Gabriel Orozco

Gabriel Orozco.  First Came the Spitting. GO93-07ps2

Gabriel Orozco. First Was the Spitting I-IV. 1993

I. Ink, and graphite on graph paper;16 1/2 x 12 3/4" (41.9 x 32.4 cm); Collection of Catherine Orentreich, New York
II. Ink, graphite, and toothpaste spit on graph paper. 16 1/2 x 12 3/4" (41.9 x 32.4 cm); Collection of Catherine Orentreich, New York
III. Ink, graphite, and toothpaste spit on graph paper. 16 1/2 x 12 3/4" (41.9 x 32.4 cm); Collection of Catherine Orentreich, New York
IV. Ink, graphite, and toothpaste spit on graph paper. 16 1/2 x 12 3/4" (41.9 x 32.4 cm);Collection of Catherine Orentreich, New York

GLENN LOWRY: Gabriel Orozco made this work by spitting toothpaste onto graph paper.

OROZCO: In the First Was The Spitting I was interested in the accident, or how we think that things are stable. We think that things have a pattern, and there are some rules or something, and then accidents happen, that break the rule, that makes these grids, or this structure collapse momentarily.

So what I have tried to do in this drawings is to generate an accident on the grid. We could think for example, the streets should be flat and perfect, in the grid of the city. But then we always have these puddles of imperfections in the pavement, and water stays there, and is something that we try to avoid but they are always there. So some of my drawings are like puddles, in a way.

I was interested in the beginnings. And, in terms of drawing, I think that what to draw is something quite interesting; I mean, for an artist, what to draw? So I think that the spitting, it was a very direct way to formulate the beginning of something. And we think that the beginning, in theory, the beginning of the universe is a bubble. And is a big bang, we are coming out from an explosion or from an accident, I think. So I think it is a little bit of a ironical comment about this idea of the beginning of something.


**Work order**
Every record below needs to be printed again exactly.

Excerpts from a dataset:
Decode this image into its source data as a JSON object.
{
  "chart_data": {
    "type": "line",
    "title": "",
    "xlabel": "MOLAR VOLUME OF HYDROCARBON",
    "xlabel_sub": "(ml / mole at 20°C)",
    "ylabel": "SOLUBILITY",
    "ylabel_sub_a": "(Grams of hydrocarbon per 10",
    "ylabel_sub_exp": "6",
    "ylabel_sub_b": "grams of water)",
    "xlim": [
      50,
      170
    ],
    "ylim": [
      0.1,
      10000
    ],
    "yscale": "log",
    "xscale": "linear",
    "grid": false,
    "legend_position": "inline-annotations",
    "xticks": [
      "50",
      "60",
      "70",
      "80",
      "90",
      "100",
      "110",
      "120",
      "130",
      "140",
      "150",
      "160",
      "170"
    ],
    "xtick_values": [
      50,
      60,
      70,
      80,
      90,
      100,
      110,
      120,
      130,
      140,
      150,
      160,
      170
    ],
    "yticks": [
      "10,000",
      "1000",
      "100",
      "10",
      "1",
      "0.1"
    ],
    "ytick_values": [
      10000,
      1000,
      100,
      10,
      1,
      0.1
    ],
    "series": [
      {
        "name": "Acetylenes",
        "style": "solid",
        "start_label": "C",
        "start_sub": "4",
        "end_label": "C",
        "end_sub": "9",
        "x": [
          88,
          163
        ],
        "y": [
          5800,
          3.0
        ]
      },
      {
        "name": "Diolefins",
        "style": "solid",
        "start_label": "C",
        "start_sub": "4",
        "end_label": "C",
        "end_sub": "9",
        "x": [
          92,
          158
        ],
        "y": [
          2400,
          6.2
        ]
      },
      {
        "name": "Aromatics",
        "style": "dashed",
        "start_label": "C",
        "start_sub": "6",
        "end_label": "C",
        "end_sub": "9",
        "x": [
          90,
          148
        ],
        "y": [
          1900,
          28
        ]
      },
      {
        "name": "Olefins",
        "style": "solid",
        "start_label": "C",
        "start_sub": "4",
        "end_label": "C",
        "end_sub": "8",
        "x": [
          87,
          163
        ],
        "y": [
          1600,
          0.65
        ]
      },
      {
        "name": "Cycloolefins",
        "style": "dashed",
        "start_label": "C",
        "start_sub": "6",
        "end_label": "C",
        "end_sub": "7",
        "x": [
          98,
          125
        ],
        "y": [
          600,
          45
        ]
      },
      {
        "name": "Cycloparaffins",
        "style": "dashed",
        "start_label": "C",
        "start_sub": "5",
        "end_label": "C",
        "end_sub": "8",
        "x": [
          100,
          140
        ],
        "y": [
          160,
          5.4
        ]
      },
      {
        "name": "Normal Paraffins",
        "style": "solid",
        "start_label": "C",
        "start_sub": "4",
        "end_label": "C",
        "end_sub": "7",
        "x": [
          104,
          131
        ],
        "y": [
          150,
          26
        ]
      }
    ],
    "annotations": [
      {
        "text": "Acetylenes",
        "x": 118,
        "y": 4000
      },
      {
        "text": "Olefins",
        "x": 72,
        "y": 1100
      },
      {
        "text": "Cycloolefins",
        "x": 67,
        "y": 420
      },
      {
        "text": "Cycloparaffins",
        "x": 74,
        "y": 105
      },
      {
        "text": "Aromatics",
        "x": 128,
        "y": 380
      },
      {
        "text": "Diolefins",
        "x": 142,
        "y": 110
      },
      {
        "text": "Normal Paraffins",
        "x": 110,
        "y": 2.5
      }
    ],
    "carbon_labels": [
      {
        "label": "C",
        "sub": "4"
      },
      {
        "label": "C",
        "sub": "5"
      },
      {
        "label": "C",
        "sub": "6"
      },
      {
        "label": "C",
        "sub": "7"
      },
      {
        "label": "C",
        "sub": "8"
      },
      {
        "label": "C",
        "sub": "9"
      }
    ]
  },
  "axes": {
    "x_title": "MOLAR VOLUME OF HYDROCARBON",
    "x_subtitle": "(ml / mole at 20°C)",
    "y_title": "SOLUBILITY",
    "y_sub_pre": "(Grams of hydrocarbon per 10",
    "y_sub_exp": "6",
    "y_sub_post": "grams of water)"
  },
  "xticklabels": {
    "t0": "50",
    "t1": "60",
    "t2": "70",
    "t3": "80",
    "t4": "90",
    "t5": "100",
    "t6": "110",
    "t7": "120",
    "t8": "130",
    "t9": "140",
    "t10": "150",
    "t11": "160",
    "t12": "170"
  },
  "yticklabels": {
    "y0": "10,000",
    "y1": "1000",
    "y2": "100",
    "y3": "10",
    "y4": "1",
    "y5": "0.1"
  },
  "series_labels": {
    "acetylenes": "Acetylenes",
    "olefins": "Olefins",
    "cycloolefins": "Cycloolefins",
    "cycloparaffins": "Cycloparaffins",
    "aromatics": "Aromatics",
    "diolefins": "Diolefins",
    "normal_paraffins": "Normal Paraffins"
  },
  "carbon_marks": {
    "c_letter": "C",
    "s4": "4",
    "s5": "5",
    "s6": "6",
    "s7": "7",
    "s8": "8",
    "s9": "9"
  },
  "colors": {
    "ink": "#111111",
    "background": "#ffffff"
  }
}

**Answer box**
Decode this image into its source data as a JSON object.
{
  "chart_data": {
    "type": "line",
    "title": "",
    "xlabel": "MOLAR VOLUME OF HYDROCARBON",
    "xlabel_sub": "(ml / mole at 20°C)",
    "ylabel": "SOLUBILITY",
    "ylabel_sub_a": "(Grams of hydrocarbon per 10",
    "ylabel_sub_exp": "6",
    "ylabel_sub_b": "grams of water)",
    "xlim": [
      50,
      170
    ],
    "ylim": [
      0.1,
      10000
    ],
    "yscale": "log",
    "xscale": "linear",
    "grid": false,
    "legend_position": "inline-annotations",
    "xticks": [
      "50",
      "60",
      "70",
      "80",
      "90",
      "100",
      "110",
      "120",
      "130",
      "140",
      "150",
      "160",
      "170"
    ],
    "xtick_values": [
      50,
      60,
      70,
      80,
      90,
      100,
      110,
      120,
      130,
      140,
      150,
      160,
      170
    ],
    "yticks": [
      "10,000",
      "1000",
      "100",
      "10",
      "1",
      "0.1"
    ],
    "ytick_values": [
      10000,
      1000,
      100,
      10,
      1,
      0.1
    ],
    "series": [
      {
        "name": "Acetylenes",
        "style": "solid",
        "start_label": "C",
        "start_sub": "4",
        "end_label": "C",
        "end_sub": "9",
        "x": [
          88,
          163
        ],
        "y": [
          5800,
          3.0
        ]
      },
      {
        "name": "Diolefins",
        "style": "solid",
        "start_label": "C",
        "start_sub": "4",
        "end_label": "C",
        "end_sub": "9",
        "x": [
          92,
          158
        ],
        "y": [
          2400,
          6.2
        ]
      },
      {
        "name": "Aromatics",
        "style": "dashed",
        "start_label": "C",
        "start_sub": "6",
        "end_label": "C",
        "end_sub": "9",
        "x": [
          90,
          148
        ],
        "y": [
          1900,
          28
        ]
      },
      {
        "name": "Olefins",
        "style": "solid",
        "start_label": "C",
        "start_sub": "4",
        "end_label": "C",
        "end_sub": "8",
        "x": [
          87,
          163
        ],
        "y": [
          1600,
          0.65
        ]
      },
      {
        "name": "Cycloolefins",
        "style": "dashed",
        "start_label": "C",
        "start_sub": "6",
        "end_label": "C",
        "end_sub": "7",
        "x": [
          98,
          125
        ],
        "y": [
          600,
          45
        ]
      },
      {
        "name": "Cycloparaffins",
        "style": "dashed",
        "start_label": "C",
        "start_sub": "5",
        "end_label": "C",
        "end_sub": "8",
        "x": [
          100,
          140
        ],
        "y": [
          160,
          5.4
        ]
      },
      {
        "name": "Normal Paraffins",
        "style": "solid",
        "start_label": "C",
        "start_sub": "4",
        "end_label": "C",
        "end_sub": "7",
        "x": [
          104,
          131
        ],
        "y": [
          150,
          26
        ]
      }
    ],
    "annotations": [
      {
        "text": "Acetylenes",
        "x": 118,
        "y": 4000
      },
      {
        "text": "Olefins",
        "x": 72,
        "y": 1100
      },
      {
        "text": "Cycloolefins",
        "x": 67,
        "y": 420
      },
      {
        "text": "Cycloparaffins",
        "x": 74,
        "y": 105
      },
      {
        "text": "Aromatics",
        "x": 128,
        "y": 380
      },
      {
        "text": "Diolefins",
        "x": 142,
        "y": 110
      },
      {
        "text": "Normal Paraffins",
        "x": 110,
        "y": 2.5
      }
    ],
    "carbon_labels": [
      {
        "label": "C",
        "sub": "4"
      },
      {
        "label": "C",
        "sub": "5"
      },
      {
        "label": "C",
        "sub": "6"
      },
      {
        "label": "C",
        "sub": "7"
      },
      {
        "label": "C",
        "sub": "8"
      },
      {
        "label": "C",
        "sub": "9"
      }
    ]
  },
  "axes": {
    "x_title": "MOLAR VOLUME OF HYDROCARBON",
    "x_subtitle": "(ml / mole at 20°C)",
    "y_title": "SOLUBILITY",
    "y_sub_pre": "(Grams of hydrocarbon per 10",
    "y_sub_exp": "6",
    "y_sub_post": "grams of water)"
  },
  "xticklabels": {
    "t0": "50",
    "t1": "60",
    "t2": "70",
    "t3": "80",
    "t4": "90",
    "t5": "100",
    "t6": "110",
    "t7": "120",
    "t8": "130",
    "t9": "140",
    "t10": "150",
    "t11": "160",
    "t12": "170"
  },
  "yticklabels": {
    "y0": "10,000",
    "y1": "1000",
    "y2": "100",
    "y3": "10",
    "y4": "1",
    "y5": "0.1"
  },
  "series_labels": {
    "acetylenes": "Acetylenes",
    "olefins": "Olefins",
    "cycloolefins": "Cycloolefins",
    "cycloparaffins": "Cycloparaffins",
    "aromatics": "Aromatics",
    "diolefins": "Diolefins",
    "normal_paraffins": "Normal Paraffins"
  },
  "carbon_marks": {
    "c_letter": "C",
    "s4": "4",
    "s5": "5",
    "s6": "6",
    "s7": "7",
    "s8": "8",
    "s9": "9"
  },
  "colors": {
    "ink": "#111111",
    "background": "#ffffff"
  }
}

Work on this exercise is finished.